Tony, I have a long history with rent control and have thoroughly studied the issue.
If you do a manufactured home community with all rental units, I suspect you will never have to deal with rent control.
When a resident makes an investment in their house – which with modern manufactured homes could now be over $100,000 – the possibility exists that some community owner will raise rents in a inequitable fashion. When that happens, the home-owning residents will scream for rent control. Once rent control is adopted, it is a nightmare for the landlord and it is costly for the municipality.
The fact is if we raise our rents too high we will have no sales and no occupancy.
No reasonable landlord would do such a thing.
Our rents have to make economic sense or we have no business.
Therefore, in the long term, there is never a need for rent control.
In the short term, however, a single landlord can create a bad situation for hundreds of home-owning residents by raising rents in excess of market rent. The market will force the landlord to lower rent over time, but many residents may object strongly before that happens.
Once rent control is adopted, politicians will – by the tenants votes – be giving the landlord’s property to the tenants. It happens all the time.
UMH never raises rents more than 4% or CPI. By doing so, the municipality understands we are treating our residents fairly.
UMH would not buy a rent controlled community and believes all community owners should work with residents to avoid rent control.
One way to work with residents is increase rents for existing residents in a smaller amount than for new residents. That reduces the opposition to rent increases. ##
Sam
Sam Landy Esq.
President and CEO
UMH Properties, Inc.
(Editor’s note: this letter to the editor came in response to the Daily Business News article by guest writer, Joe Dyton, linked here. Headlines are routinely supplied by MHProNews, as was the case in this Op-Ed with Mr. Landy.)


Your goal:
From the entries below, count the lines with "ellipsis". Write only the count.

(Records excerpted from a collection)

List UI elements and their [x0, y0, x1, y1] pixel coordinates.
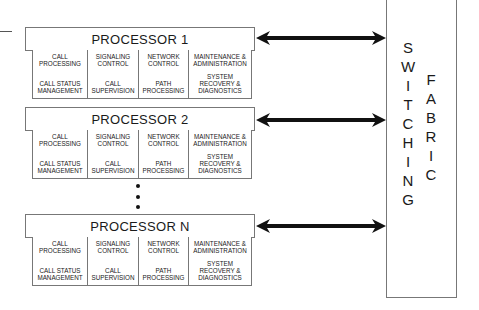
function-call-processing: CALL PROCESSING CALL STATUS MANAGEMENT	[33, 130, 88, 178]
function-maintenance: MAINTENANCE & ADMINISTRATION SYSTEM RECO…	[189, 50, 251, 98]
function-label: PATH PROCESSING	[143, 267, 185, 281]
fabric-letter: C	[400, 115, 416, 132]
function-label: CALL SUPERVISION	[92, 160, 135, 174]
fabric-letter: H	[400, 134, 416, 151]
function-label: PATH PROCESSING	[143, 80, 185, 94]
connector-stub-line	[0, 31, 12, 32]
fabric-letter: R	[423, 128, 439, 145]
function-label: NETWORK CONTROL	[147, 240, 179, 254]
function-label: MAINTENANCE & ADMINISTRATION	[193, 240, 246, 254]
fabric-letter: F	[423, 71, 439, 88]
processor-functions: CALL PROCESSING CALL STATUS MANAGEMENT S…	[32, 130, 252, 179]
processor-title: PROCESSOR N	[25, 214, 255, 238]
function-label: SIGNALING CONTROL	[96, 133, 130, 147]
function-label: CALL PROCESSING	[39, 240, 81, 254]
function-label: CALL PROCESSING	[39, 133, 81, 147]
function-signaling-control: SIGNALING CONTROL CALL SUPERVISION	[88, 237, 139, 285]
function-signaling-control: SIGNALING CONTROL CALL SUPERVISION	[88, 130, 139, 178]
function-call-processing: CALL PROCESSING CALL STATUS MANAGEMENT	[33, 237, 88, 285]
function-label: NETWORK CONTROL	[147, 53, 179, 67]
fabric-letter: C	[423, 166, 439, 183]
function-label: CALL STATUS MANAGEMENT	[37, 267, 82, 281]
switching-fabric-box: S W I T C H I N G F A B R I C	[386, 0, 457, 298]
function-label: MAINTENANCE & ADMINISTRATION	[193, 133, 246, 147]
function-network-control: NETWORK CONTROL PATH PROCESSING	[139, 237, 189, 285]
function-label: NETWORK CONTROL	[147, 133, 179, 147]
bidirectional-arrow-icon	[256, 219, 386, 233]
processor-title: PROCESSOR 1	[25, 27, 255, 51]
function-network-control: NETWORK CONTROL PATH PROCESSING	[139, 130, 189, 178]
fabric-letter: G	[400, 191, 416, 208]
fabric-letter: I	[400, 153, 416, 170]
function-label: CALL PROCESSING	[39, 53, 81, 67]
function-label: CALL SUPERVISION	[92, 267, 135, 281]
fabric-letter: A	[423, 90, 439, 107]
function-label: CALL SUPERVISION	[92, 80, 135, 94]
fabric-letter: I	[423, 147, 439, 164]
fabric-letter: T	[400, 96, 416, 113]
fabric-letter: W	[400, 58, 416, 75]
function-network-control: NETWORK CONTROL PATH PROCESSING	[139, 50, 189, 98]
bidirectional-arrow-icon	[256, 113, 386, 127]
function-label: SYSTEM RECOVERY & DIAGNOSTICS	[198, 73, 241, 94]
function-label: CALL STATUS MANAGEMENT	[37, 160, 82, 174]
processor-functions: CALL PROCESSING CALL STATUS MANAGEMENT S…	[32, 237, 252, 286]
fabric-letter: B	[423, 109, 439, 126]
fabric-letter: S	[400, 39, 416, 56]
processor-functions: CALL PROCESSING CALL STATUS MANAGEMENT S…	[32, 50, 252, 99]
function-maintenance: MAINTENANCE & ADMINISTRATION SYSTEM RECO…	[189, 237, 251, 285]
function-call-processing: CALL PROCESSING CALL STATUS MANAGEMENT	[33, 50, 88, 98]
function-label: SYSTEM RECOVERY & DIAGNOSTICS	[198, 260, 241, 281]
function-maintenance: MAINTENANCE & ADMINISTRATION SYSTEM RECO…	[189, 130, 251, 178]
fabric-letter: I	[400, 77, 416, 94]
fabric-letter: N	[400, 172, 416, 189]
function-label: SIGNALING CONTROL	[96, 53, 130, 67]
function-signaling-control: SIGNALING CONTROL CALL SUPERVISION	[88, 50, 139, 98]
function-label: PATH PROCESSING	[143, 160, 185, 174]
function-label: MAINTENANCE & ADMINISTRATION	[193, 53, 246, 67]
bidirectional-arrow-icon	[256, 31, 386, 45]
function-label: SYSTEM RECOVERY & DIAGNOSTICS	[198, 153, 241, 174]
ellipsis-dot	[136, 195, 140, 199]
ellipsis-dot	[136, 184, 140, 188]
processor-title: PROCESSOR 2	[25, 107, 255, 131]
function-label: CALL STATUS MANAGEMENT	[37, 80, 82, 94]
ellipsis-dot	[136, 205, 140, 209]
function-label: SIGNALING CONTROL	[96, 240, 130, 254]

Completed exercise:
3